Hi all,
I think any valid consensus-change based solution to the pinning and replacement cycling issues for Bitcoin L2s should respect the following properties / requirements (ideally):
- non-interactive with contribution of your off-chain counterparty
- minimize level of fee-bumping reserve and number of UTXO locked
- block any malicious pinning or replacement cycling as long as you can compete with ongoing fee rates
- do not make the security of low-value lightning payments conditional on a probabilistic state of local knowledge of historical mempool
- generalize to N > 2 multi-party off-chain construction
- minimize the witness size by using efficient bitcoin script semantics
- do not give an edge to low-hashrate or coalition of low-hashrate miners to play fees games with Lightning / L2 nodes
- be composable with a solution to massive force-closure of time-sensitive off-chain states
- not make it worst things like partial or global mempool partitioning [0]
I think this is already a lot. I had some intuitive solutions aiming to remove package malleability by using something like the annex and sighash_anyamount semantic, though after musing on Peter Todd's op_expire proposal, I wonder if there is not another family of solutions that can be designed using "moon math" cryptos like short-lived proofs and strictly enforced sequential time windows.
I don't have any strong design at all, and in any case given the complexity it would be good to have an end-to-end implementation of any solution, at the very least see it works well for the Lightning case (chatted with Gleb out-of-band he's too busy with Erlay for now to research more on those subjects and on my side bored working more on those issues, sadly I don't know that many bitcoin, lightning and covenant researchers that understand that well those problems). I still think pinning and replacement attacks deserve more real-world mainnet experimentation, under usual ethical guidelines .

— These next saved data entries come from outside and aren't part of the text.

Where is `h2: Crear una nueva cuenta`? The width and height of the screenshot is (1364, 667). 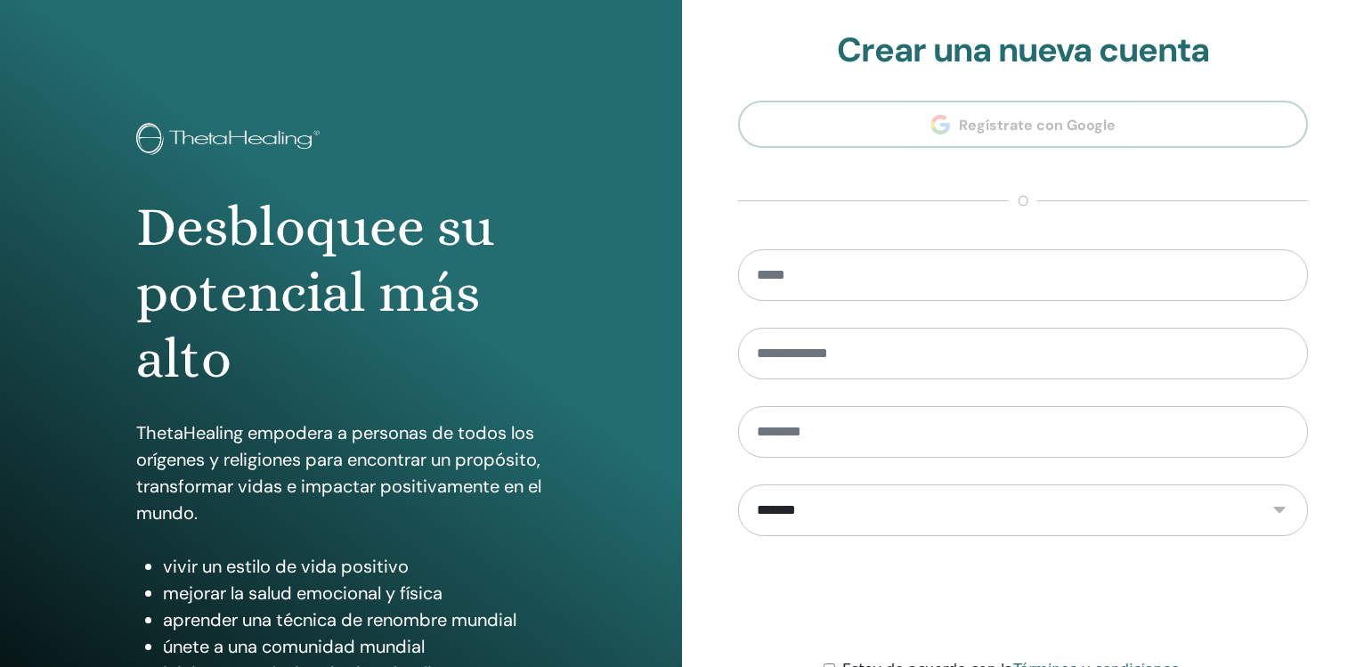
h2: Crear una nueva cuenta is located at coordinates (1023, 51).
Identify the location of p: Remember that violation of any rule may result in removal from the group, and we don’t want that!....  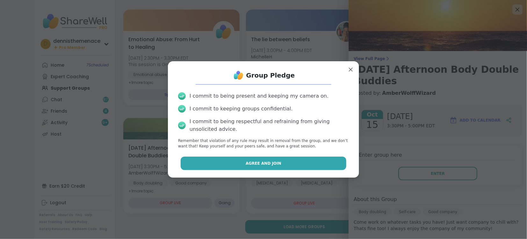
(264, 143).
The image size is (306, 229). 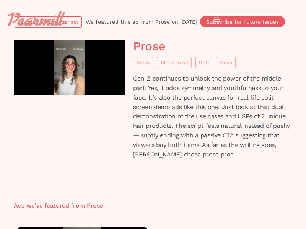 I want to click on div: TikTok Trend, so click(x=174, y=63).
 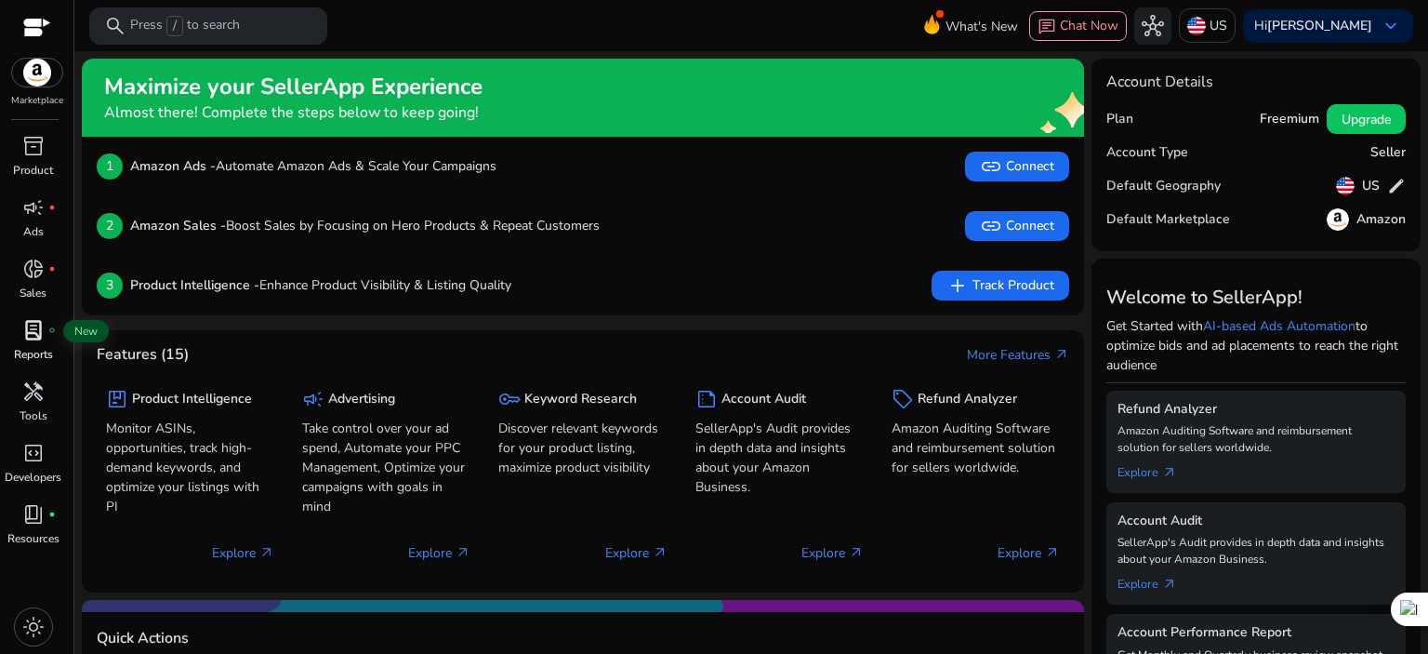 What do you see at coordinates (1120, 119) in the screenshot?
I see `h5: Plan` at bounding box center [1120, 119].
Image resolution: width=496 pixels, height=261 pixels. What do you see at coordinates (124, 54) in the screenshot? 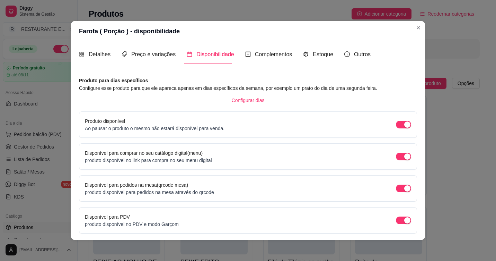
I see `span: tags` at bounding box center [124, 54].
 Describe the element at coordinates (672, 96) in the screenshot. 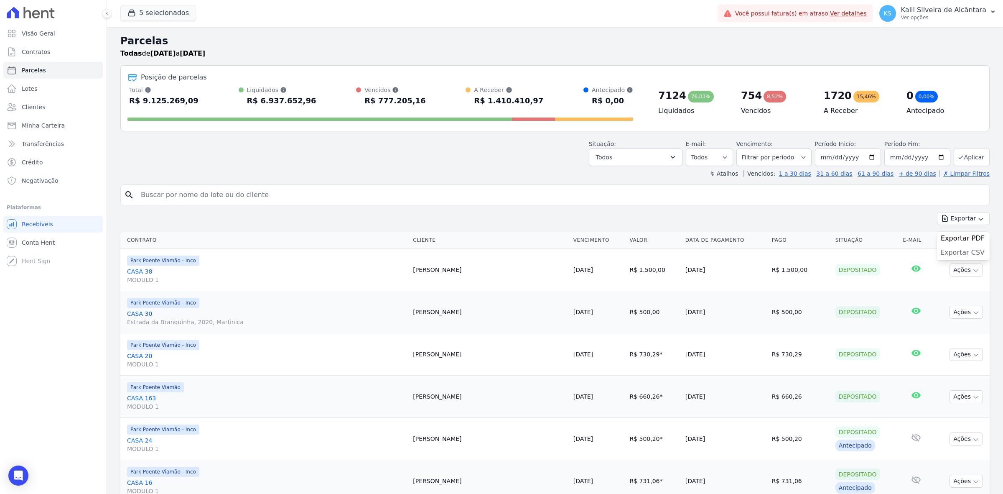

Inviting everyone in the Bitcoin research community to research more on those pinning, replacement cycling and miners incentives misalignment with second-layers. Please do so, those issues are serious enough if we wish to have a reliable fee market in a post-subsidy world and a sustainable decentralized miner ecosystem in the long-term (well...dumb ordinal transactions might save the day, though open another wormhole of technical issues).